Local crypto media reports “some Chinese miners are leaving Iran, while locals are buying these leaving Chinese miners’ second-hand machines to get started.”

That’s because while electricity is very cheap in Iran at $0.006 per kilowatt-hour, they’ve increased it for miners to $0.05-$0.07/kWh.

Combined with the recent internet shutdown following protests in Iran, which led to many miners there turning off their operations, the country is now seemingly looking risky to industrial miners.

Small miners are taking a wait and see approach, but veteran miners have apparently been tempted by an offer from Uzbekistan.

The double landlocked country close to Iran and China is planning to launch a National Mining Pool which will offer miners that use it cheaper electricity according to reports .

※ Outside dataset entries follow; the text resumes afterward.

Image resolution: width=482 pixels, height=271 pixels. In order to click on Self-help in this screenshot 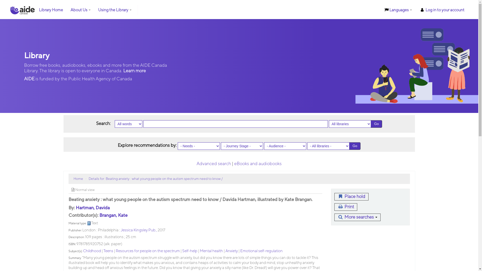, I will do `click(190, 251)`.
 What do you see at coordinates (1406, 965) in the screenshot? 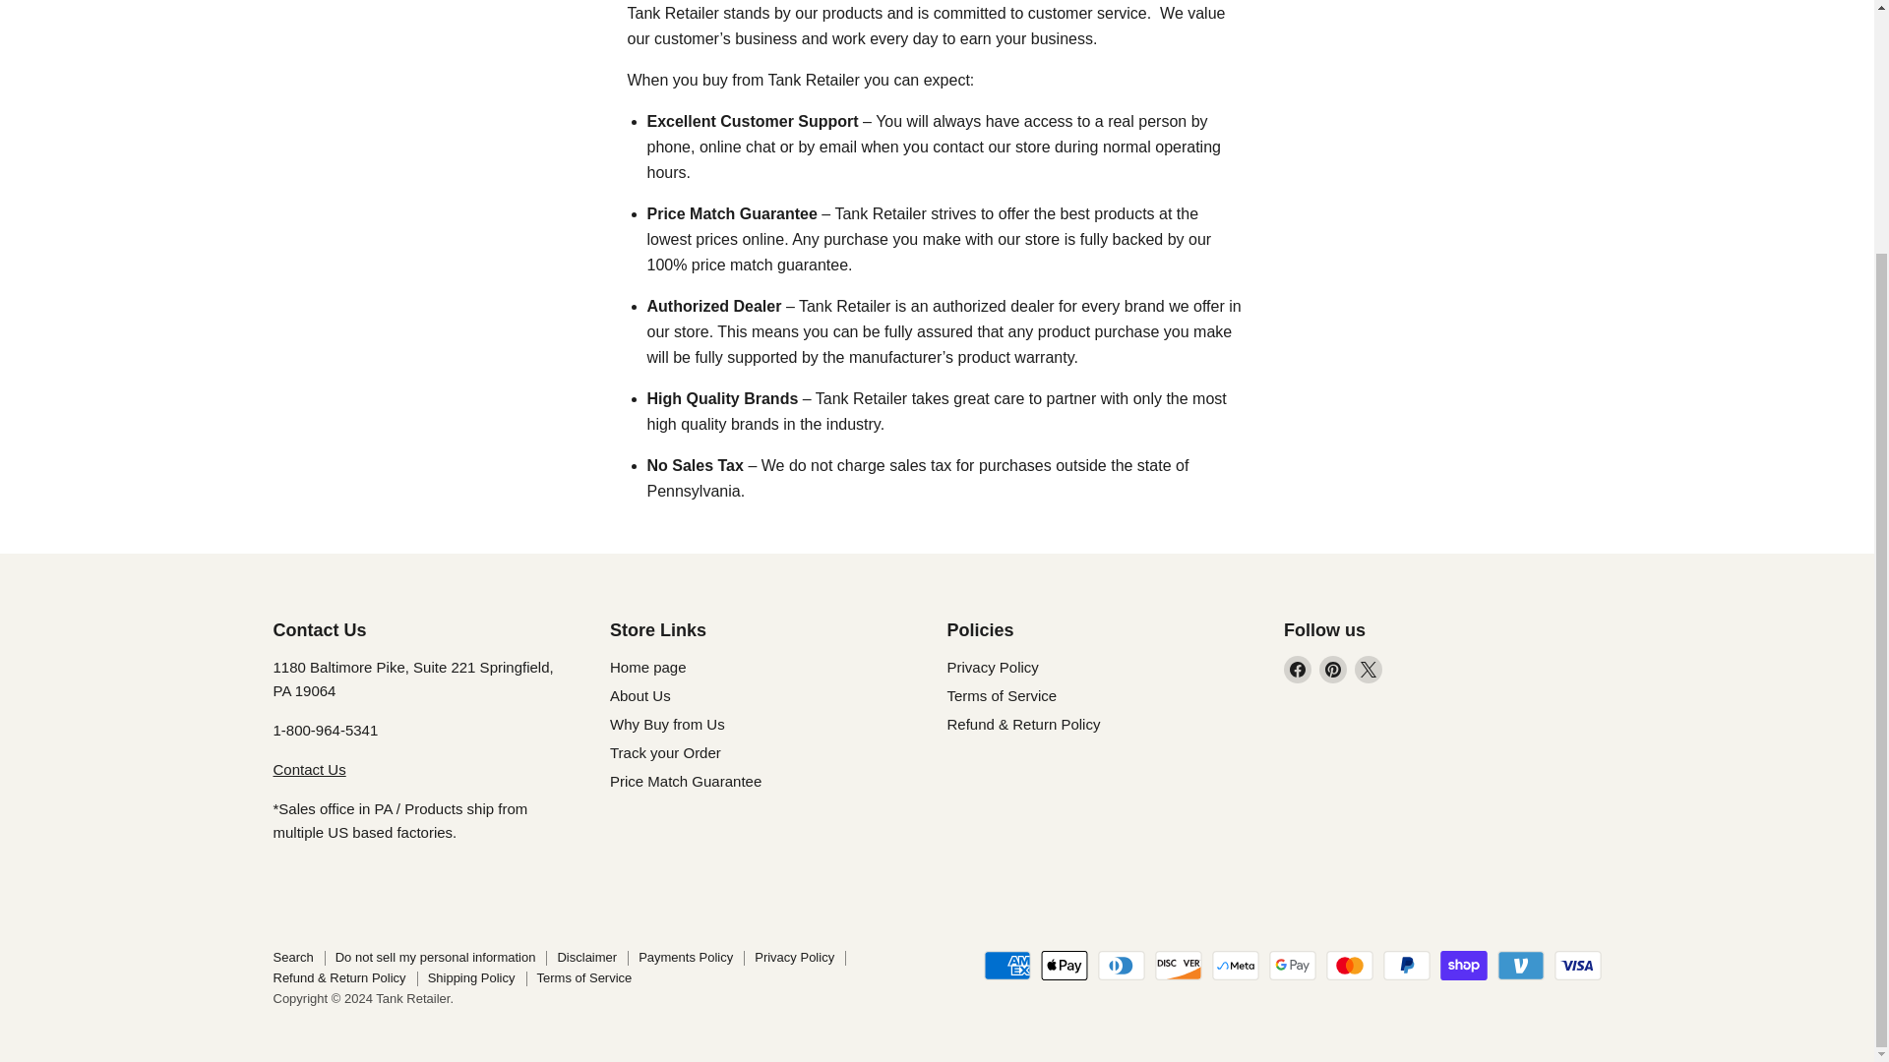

Uzbekistan will offer $0.035/kWh, considerably lower than even cheap energy in China which is usually at around $0.05/kWh.

The former Soviet Republic has become the largest electricity producer in Central Asia. Renewable energy constitutes more than 23% of the country’s energy sector, with hydroelectricity and solar energy having 21.4% and 2% respectively.

It’s a very poor country with a GDP of just $40 billion for a population of more than 30 million, but the new president Shavkat Mirziyoyev is introducing a number of reforms, including four new economic zones.

As cheap electricity is an advantage in the zero sum game of mining, poor countries that have a stable environment and plenty of electricity can be attractive for industrial miners who are very mobile as bitcoin is global.

In turn they could spur economic activity in the area, including in housing and many other areas, in addition to setting up a trade route of sorts back and forth in moving asics and the like.

Thus Uzbekistan seems to have made a clever move, but national government involvement in bitcoin mining does raise potential questions if they get anywhere near a significant share of mining operations.

As a global and decentralized network, however, no one can impose their own will, but this would be the very first time that a national government openly and directly gets involved in bitcoin mining.